Institute: Alaska
Year Established: 2008 Start Date: 2008-03-01 End Date: 2009-12-30
Total Federal Funds: $15,667 Total Non-Federal Funds: $38,174
Principal Investigators: Michael Loso
Project Summary: There are over 700 glacier-dammed lakes in Alaska. While some are shrinking or disappearing in response to contemporary warming and glacier retreat, surprisingly new lakes are forming as well. Because these lakes typically drain catastrophically on an irregular basis, posing threats to human life, property, and infrastructure, and also because such lakes create and leave behind many landforms and sedimentary deposits that have important and long-lasting effects on landscape hydrology, it is important that we better understand the interrelated geomorphic and climatic factors that govern the formation, catastrophic drainage, and abandonment of glacier dammed lakes. Here, we propose a geomorphic investigation of paleo-Lake Ahtna, a massive glacier-dammed lake that formed in Alaskas Copper River basin during the latest Pleistocene in response to impoundment by glaciers advancing from the surrounding mountain ranges.
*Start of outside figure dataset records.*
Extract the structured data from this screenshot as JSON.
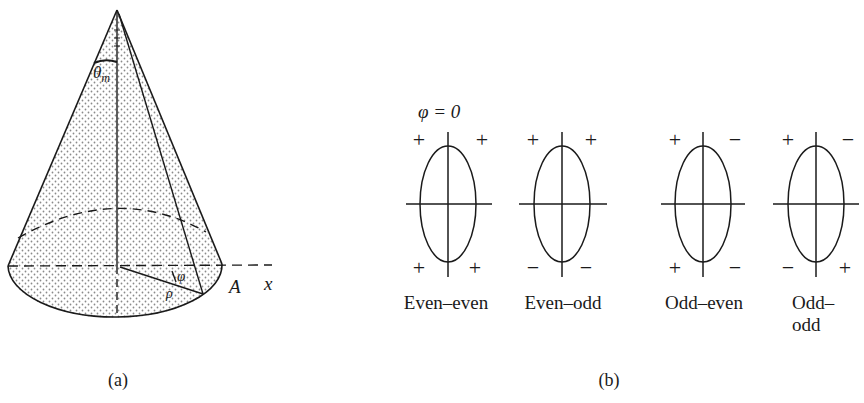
{
  "figure": {
    "panels": [
      {
        "id": "a",
        "caption": "(a)",
        "description": "Cone with stippled shading, apex angle theta_m, base ellipse, radial line rho at angle phi from x axis",
        "labels": {
          "theta": "θ",
          "theta_sub": "m",
          "phi": "φ",
          "rho": "ρ",
          "point": "A",
          "axis": "x"
        }
      },
      {
        "id": "b",
        "caption": "(b)",
        "phi_label": "φ = 0",
        "diagrams": [
          {
            "name": "Even–even",
            "signs": {
              "top_left": "+",
              "top_right": "+",
              "bottom_left": "+",
              "bottom_right": "+"
            }
          },
          {
            "name": "Even–odd",
            "signs": {
              "top_left": "+",
              "top_right": "+",
              "bottom_left": "−",
              "bottom_right": "−"
            }
          },
          {
            "name": "Odd–even",
            "signs": {
              "top_left": "+",
              "top_right": "−",
              "bottom_left": "+",
              "bottom_right": "−"
            }
          },
          {
            "name": "Odd–odd",
            "signs": {
              "top_left": "+",
              "top_right": "−",
              "bottom_left": "−",
              "bottom_right": "+"
            }
          }
        ]
      }
    ]
  },
  "colors": {
    "ink": "#1a1a1a",
    "stipple": "#8a8a8a",
    "background": "#ffffff"
  }
}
Geologists have long recognized abandoned strandlines, beaches, deltas, and lacustrine sediments in the area as evidence for the existence of Lake Ahtna, but most work on these landforms predated sophisticated survey, mapping, and dating tools. Our work will combine traditional geological fieldwork with sophisticated survey, mapping, and dating tools. The purpose of the proposed research is to continue reconstruction of the paleo-environment associated with late Pleistocene ice-dammed lakes in the Copper River basin, and to better understand the paleo-hydrology of outburst floods from paleo-Lake Ahtna. The proposed work builds upon an existing body of knowledge about Lake Ahtna, and importantly, also upon the results of our previously-funded summer 2007 research. Support is requested primarily for graduate student salary and AMS radiocarbon dates; mentoring will be provided by research collaborators from Alaska Pacific University, US Geological Survey, and the Bureau of Land Management.